Eight knowledge lenses applied to this story by the Cogniosynthetic Corrective Engine.

🔍 What's Missing

The original framing omits the historical role of Christian institutions in justifying colonialism, slavery, and apartheid, which created the conditions for modern migration crises. It also neglects the economic drivers of displacement, such as IMF/World Bank structural adjustment policies and corporate extractivism in the Global South. Indigenous and Afro-descendant theological traditions, which center land, sovereignty, and communal care, are erased in favor of a Eurocentric moral framework. Additionally, the voices of migrant laborers themselves—particularly those from Central America, Africa, and the Caribbean—are sidelined in favor of a Western Christian perspective.

An ACST audit of what the original framing omits. Eligible for cross-reference under the ACST vocabulary.

🛠️ Solution Pathways

  1. 01

    Decolonizing Theological Education

    Integrate liberation theology, Afro-descendant and Indigenous epistemologies into seminary curricula to challenge colonial interpretations of scripture. Partner with grassroots migrant-led organizations to co-create alternative theological frameworks that center communal care over individual salvation. Fund scholarships for Global South theologians to lead these transformations, countering the dominance of Western academic institutions in shaping religious discourse.

  2. 02

    Economic Justice as Migration Justice

    Advocate for debt cancellation and reparations for Global South nations devastated by colonialism and neoliberal policies, which are primary drivers of displacement.
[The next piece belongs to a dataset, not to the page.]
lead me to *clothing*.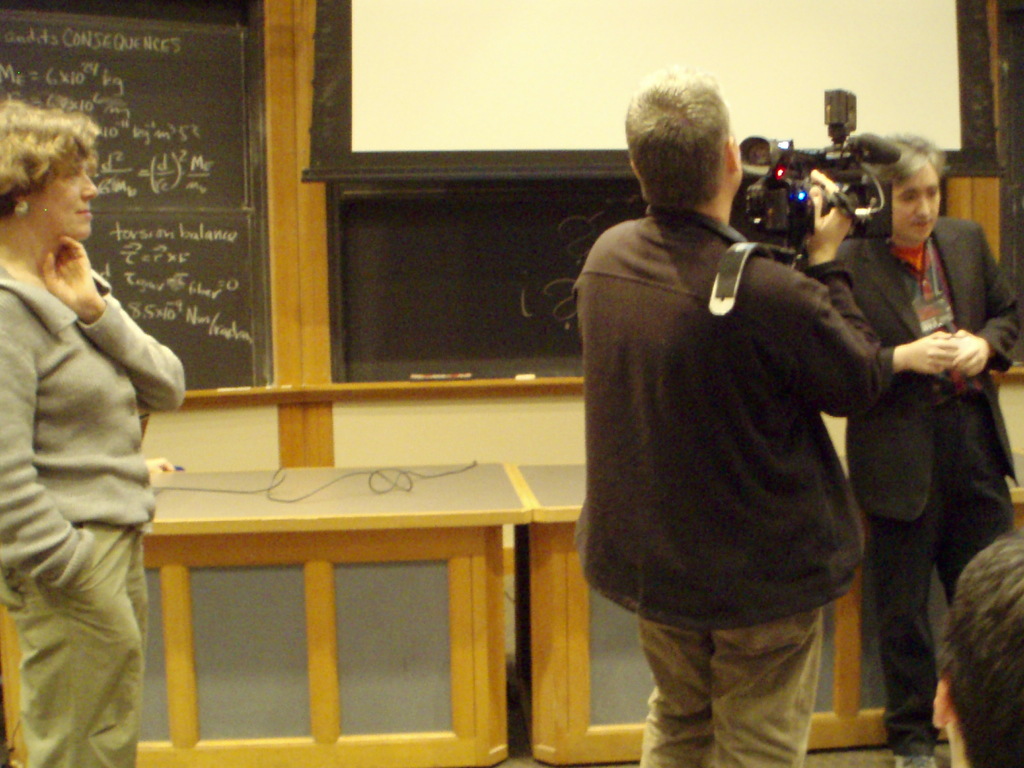
Lead to detection(0, 273, 183, 767).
Support worker-led cooperatives in migrant communities to reduce reliance on exploitative labor brokers. Push for policies like the *Global Compact on Migration* to include binding commitments on climate reparations and fair trade, linking economic justice to migration rights.

  3. 03

    Indigenous-Led Sanctuary Networks

    Expand Indigenous sanctuary movements, such as the *Red Nation’s* work in the U.S. Southwest, which blend land rematriation with migrant solidarity. Partner with Indigenous legal scholars to develop frameworks for 'cultural asylum,' recognizing displacement as a form of cultural genocide. Fund Indigenous-led border monitoring initiatives that document state violence against migrants, using traditional knowledge to challenge securitization narratives.

  4. 04

    Artistic and Spiritual Counter-Narratives

    Commission migrant artists and storytellers to create multimedia projects that reframe migration as an act of resilience rather than crisis. Support Indigenous and Afro-descendant spiritual leaders in developing rituals of welcome that disrupt nationalist border rituals. Use digital platforms to amplify these narratives globally, countering the algorithmic amplification of anti-immigrant propaganda.

🧬 Integrated Synthesis

The framing of Jesus as a 'migrant' within a Christian nationalist context reveals a paradox: a religion that once justified empire now selectively invokes its founder’s marginality to critique modern exclusion, while ignoring its own complicity in creating those exclusions. This narrative obscures how colonial Christianity—through the Doctrine of Discovery, slavery, and apartheid—laid the groundwork for today’s border regimes, where the Global North’s wealth is predicated on the Global South’s displacement. Cross-culturally, Indigenous and Afro-descendant traditions offer more holistic frameworks, linking migration to land theft, ecological collapse, and communal survival, rather than individual morality. The solution lies not in moral appeals within the existing system, but in dismantling the theological and economic structures that produce displacement, while centering the wisdom of those most affected. This requires a fusion of decolonial theology, economic justice, and Indigenous sovereignty—where the 'migrant' is not a passive recipient of charity, but an agent of systemic transformation.